When Care Became a Service

Australia’s care systems have never been larger or more sophisticated. So why do so many families feel emotionally and administratively overwhelmed?

Elderly woman sitting by a window reflecting on memory loss and dementia, representing end-of-life decision making

When Choice Comes Too Late: Why Australia Should Extend Voluntary Assisted Dying to Dementia

Dementia is increasingly common — but Australia’s voluntary assisted dying laws largely exclude it. This article explores why reform is needed, the ethical tensions involved, and the safeguards required to do it safely.

Aerial view of a regional Australian town showing subtle gaps in services and activity, illustrating structural thinness despite visible development

Why Regional Policy Fails: We Fund Projects, Not Places

Regional Australia doesn’t suffer from a lack of funding—it suffers from a lack of coherence. This article explores why decades of infrastructure and industry investment haven’t translated into stable communities, and what timber transition programs reveal about what regions actually need to function.

Unpaid carers exhaustion

Trapped by Time: Why Carer Support Misses Those Who Need It Most

Unpaid carers across Victoria live in a state of constant vigilance—broken sleep, rushed supermarket trips, and no safe time to step away. Despite new funding streams, the supports on offer rarely reach those under the greatest strain. This piece explores why—and what a time-first approach could finally change.

Occupational therapist assessing home safety modifications under Support at Home program.

Assistive Tech and Home Mods after Nov 1

From Nov 1, new aged care rules fund equipment & home mods separately. Learn how to apply, avoid traps & get what you need quickly.

Aging in Place, Dying in Transit

Ageing in Place, Dying in Transit

When death is certain, the question isn’t whether someone will die, but how. In regional Victoria, that answer depends less on medicine than on minutes - and those minutes are shaped by local government. TL;DR Four in five deaths in Australia are expected — the slow end of chronic illness rather than sudden loss — […]

Piggy in the middle

Piggy in the Middle: Why Small Rural Towns Struggle for Healthcare

Small rural towns — the heart of regional Australia — face a healthcare paradox. They’re too large for remote funding but too small for specialist economies of scale. With 55% fewer health professionals and 4.6x fewer dentists than cities, MM5 towns sit “piggy in the middle.” This article explores the funding shortfall, workforce strain, and what needs to change.

When Plates Can Talk: How AI Is Reshaping Food Service in Aged Care

Nearly 40% of aged care food is thrown away—unrecorded, unnoticed, unremarked. But a new generation of AI tools is changing that. By tracking what’s actually eaten, systems like AFINI-T offer real-time insight into nutrition, risk, and resident dignity—transforming food from a static cost into a dynamic source of intelligence. This isn’t about surveillance. It’s about finally listening to the plate.

Popcorn brain

Popcorn Brain and the Rural Attention Crisis

Many teens in rural Australia are showing signs of “popcorn brain”—a form of digital overstimulation that mirrors ADHD. But the problem isn’t just screen time—it’s what the screen replaces. This article explores the intersection of tech, mental health, and rural inequality—and offers ideas for change.

Star system

The Hidden Harm of Aged Care Star Ratings and SIRS

The Serious Incident Response Scheme was meant to protect aged care residents. But when incident data affects star ratings and KPIs, staff face pressure to stay silent. This article explores how a culture of blame is distorting care, risking safety, and punishing truth-tellers instead of fixing systems.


● TASK INSTRUCTIONS: Images do not belong in the copy; retype the rest of the entries below exactly.

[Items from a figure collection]
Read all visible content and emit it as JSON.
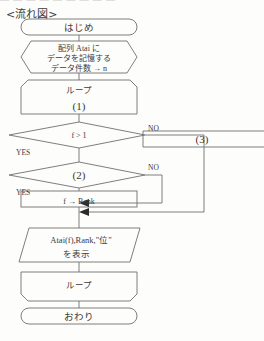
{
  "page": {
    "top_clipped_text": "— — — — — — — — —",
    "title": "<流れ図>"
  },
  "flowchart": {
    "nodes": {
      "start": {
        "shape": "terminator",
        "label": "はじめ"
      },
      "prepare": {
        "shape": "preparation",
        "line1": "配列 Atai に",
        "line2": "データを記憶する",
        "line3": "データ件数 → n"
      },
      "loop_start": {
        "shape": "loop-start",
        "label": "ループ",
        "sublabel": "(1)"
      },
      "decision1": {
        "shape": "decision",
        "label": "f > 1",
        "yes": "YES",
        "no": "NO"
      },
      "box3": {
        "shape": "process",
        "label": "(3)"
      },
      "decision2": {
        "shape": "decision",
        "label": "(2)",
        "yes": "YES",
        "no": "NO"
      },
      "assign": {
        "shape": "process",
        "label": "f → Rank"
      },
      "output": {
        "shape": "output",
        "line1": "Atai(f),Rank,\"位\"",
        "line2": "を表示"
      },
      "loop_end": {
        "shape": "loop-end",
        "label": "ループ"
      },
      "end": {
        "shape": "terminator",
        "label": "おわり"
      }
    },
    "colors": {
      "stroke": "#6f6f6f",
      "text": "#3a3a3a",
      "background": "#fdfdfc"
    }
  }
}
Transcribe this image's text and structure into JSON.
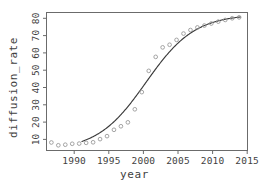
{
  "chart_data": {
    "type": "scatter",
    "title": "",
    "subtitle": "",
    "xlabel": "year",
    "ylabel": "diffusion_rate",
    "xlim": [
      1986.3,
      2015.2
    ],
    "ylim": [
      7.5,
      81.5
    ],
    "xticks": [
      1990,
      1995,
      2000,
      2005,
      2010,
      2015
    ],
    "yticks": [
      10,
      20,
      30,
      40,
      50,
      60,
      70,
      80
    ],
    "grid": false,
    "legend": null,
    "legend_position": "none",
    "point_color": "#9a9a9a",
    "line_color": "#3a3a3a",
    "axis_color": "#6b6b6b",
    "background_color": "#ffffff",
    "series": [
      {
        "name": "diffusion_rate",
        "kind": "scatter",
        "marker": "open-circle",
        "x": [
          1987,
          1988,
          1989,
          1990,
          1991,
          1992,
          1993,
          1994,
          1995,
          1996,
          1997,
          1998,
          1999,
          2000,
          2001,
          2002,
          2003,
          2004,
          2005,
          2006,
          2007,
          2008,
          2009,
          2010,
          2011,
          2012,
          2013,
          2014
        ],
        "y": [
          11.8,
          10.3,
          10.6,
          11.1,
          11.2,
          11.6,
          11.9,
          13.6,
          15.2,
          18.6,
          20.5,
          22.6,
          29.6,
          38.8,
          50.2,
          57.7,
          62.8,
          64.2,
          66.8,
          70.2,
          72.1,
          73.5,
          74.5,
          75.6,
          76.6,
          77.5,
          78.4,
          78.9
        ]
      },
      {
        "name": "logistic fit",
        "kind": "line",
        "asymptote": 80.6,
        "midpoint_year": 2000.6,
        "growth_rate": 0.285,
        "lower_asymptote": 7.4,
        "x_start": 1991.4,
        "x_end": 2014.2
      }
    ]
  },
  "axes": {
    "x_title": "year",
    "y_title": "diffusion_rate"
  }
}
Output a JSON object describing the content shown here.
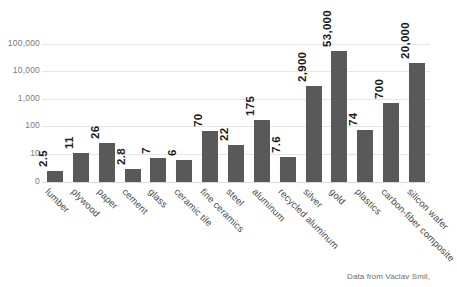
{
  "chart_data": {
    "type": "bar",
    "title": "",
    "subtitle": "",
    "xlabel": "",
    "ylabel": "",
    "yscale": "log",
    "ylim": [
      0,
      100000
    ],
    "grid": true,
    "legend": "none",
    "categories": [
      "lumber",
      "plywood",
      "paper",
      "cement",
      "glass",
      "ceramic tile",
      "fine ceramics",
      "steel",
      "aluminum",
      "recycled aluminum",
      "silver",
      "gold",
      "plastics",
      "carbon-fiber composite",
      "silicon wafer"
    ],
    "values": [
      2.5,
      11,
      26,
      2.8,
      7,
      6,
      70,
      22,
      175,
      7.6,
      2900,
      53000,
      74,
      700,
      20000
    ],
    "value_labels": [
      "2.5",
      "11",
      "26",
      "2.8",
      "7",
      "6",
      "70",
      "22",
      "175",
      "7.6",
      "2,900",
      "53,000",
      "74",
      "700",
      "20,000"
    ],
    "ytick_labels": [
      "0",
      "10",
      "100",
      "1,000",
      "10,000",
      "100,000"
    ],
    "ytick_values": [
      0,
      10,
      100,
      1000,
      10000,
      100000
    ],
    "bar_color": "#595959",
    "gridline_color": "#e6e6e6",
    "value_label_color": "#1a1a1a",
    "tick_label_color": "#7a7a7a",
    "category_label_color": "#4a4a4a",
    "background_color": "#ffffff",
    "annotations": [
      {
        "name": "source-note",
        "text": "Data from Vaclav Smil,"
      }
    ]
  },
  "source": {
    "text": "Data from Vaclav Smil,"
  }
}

● WRITTEN RESPONSE:
Read all visible content and emit it as JSON.
{
  "page": {
    "top_clipped_text": "— — — — — — — — —",
    "title": "<流れ図>"
  },
  "flowchart": {
    "nodes": {
      "start": {
        "shape": "terminator",
        "label": "はじめ"
      },
      "prepare": {
        "shape": "preparation",
        "line1": "配列 Atai に",
        "line2": "データを記憶する",
        "line3": "データ件数 → n"
      },
      "loop_start": {
        "shape": "loop-start",
        "label": "ループ",
        "sublabel": "(1)"
      },
      "decision1": {
        "shape": "decision",
        "label": "f > 1",
        "yes": "YES",
        "no": "NO"
      },
      "box3": {
        "shape": "process",
        "label": "(3)"
      },
      "decision2": {
        "shape": "decision",
        "label": "(2)",
        "yes": "YES",
        "no": "NO"
      },
      "assign": {
        "shape": "process",
        "label": "f → Rank"
      },
      "output": {
        "shape": "output",
        "line1": "Atai(f),Rank,\"位\"",
        "line2": "を表示"
      },
      "loop_end": {
        "shape": "loop-end",
        "label": "ループ"
      },
      "end": {
        "shape": "terminator",
        "label": "おわり"
      }
    },
    "colors": {
      "stroke": "#6f6f6f",
      "text": "#3a3a3a",
      "background": "#fdfdfc"
    }
  }
}
Transcribe this image's text and structure into JSON.
{
  "chart_data": {
    "type": "scatter",
    "title": "",
    "subtitle": "",
    "xlabel": "year",
    "ylabel": "diffusion_rate",
    "xlim": [
      1986.3,
      2015.2
    ],
    "ylim": [
      7.5,
      81.5
    ],
    "xticks": [
      1990,
      1995,
      2000,
      2005,
      2010,
      2015
    ],
    "yticks": [
      10,
      20,
      30,
      40,
      50,
      60,
      70,
      80
    ],
    "grid": false,
    "legend": null,
    "legend_position": "none",
    "point_color": "#9a9a9a",
    "line_color": "#3a3a3a",
    "axis_color": "#6b6b6b",
    "background_color": "#ffffff",
    "series": [
      {
        "name": "diffusion_rate",
        "kind": "scatter",
        "marker": "open-circle",
        "x": [
          1987,
          1988,
          1989,
          1990,
          1991,
          1992,
          1993,
          1994,
          1995,
          1996,
          1997,
          1998,
          1999,
          2000,
          2001,
          2002,
          2003,
          2004,
          2005,
          2006,
          2007,
          2008,
          2009,
          2010,
          2011,
          2012,
          2013,
          2014
        ],
        "y": [
          11.8,
          10.3,
          10.6,
          11.1,
          11.2,
          11.6,
          11.9,
          13.6,
          15.2,
          18.6,
          20.5,
          22.6,
          29.6,
          38.8,
          50.2,
          57.7,
          62.8,
          64.2,
          66.8,
          70.2,
          72.1,
          73.5,
          74.5,
          75.6,
          76.6,
          77.5,
          78.4,
          78.9
        ]
      },
      {
        "name": "logistic fit",
        "kind": "line",
        "asymptote": 80.6,
        "midpoint_year": 2000.6,
        "growth_rate": 0.285,
        "lower_asymptote": 7.4,
        "x_start": 1991.4,
        "x_end": 2014.2
      }
    ]
  },
  "axes": {
    "x_title": "year",
    "y_title": "diffusion_rate"
  }
}
Output a JSON object describing the content shown here.
{
  "chart_data": {
    "type": "bar",
    "title": "",
    "subtitle": "",
    "xlabel": "",
    "ylabel": "",
    "yscale": "log",
    "ylim": [
      0,
      100000
    ],
    "grid": true,
    "legend": "none",
    "categories": [
      "lumber",
      "plywood",
      "paper",
      "cement",
      "glass",
      "ceramic tile",
      "fine ceramics",
      "steel",
      "aluminum",
      "recycled aluminum",
      "silver",
      "gold",
      "plastics",
      "carbon-fiber composite",
      "silicon wafer"
    ],
    "values": [
      2.5,
      11,
      26,
      2.8,
      7,
      6,
      70,
      22,
      175,
      7.6,
      2900,
      53000,
      74,
      700,
      20000
    ],
    "value_labels": [
      "2.5",
      "11",
      "26",
      "2.8",
      "7",
      "6",
      "70",
      "22",
      "175",
      "7.6",
      "2,900",
      "53,000",
      "74",
      "700",
      "20,000"
    ],
    "ytick_labels": [
      "0",
      "10",
      "100",
      "1,000",
      "10,000",
      "100,000"
    ],
    "ytick_values": [
      0,
      10,
      100,
      1000,
      10000,
      100000
    ],
    "bar_color": "#595959",
    "gridline_color": "#e6e6e6",
    "value_label_color": "#1a1a1a",
    "tick_label_color": "#7a7a7a",
    "category_label_color": "#4a4a4a",
    "background_color": "#ffffff",
    "annotations": [
      {
        "name": "source-note",
        "text": "Data from Vaclav Smil,"
      }
    ]
  },
  "source": {
    "text": "Data from Vaclav Smil,"
  }
}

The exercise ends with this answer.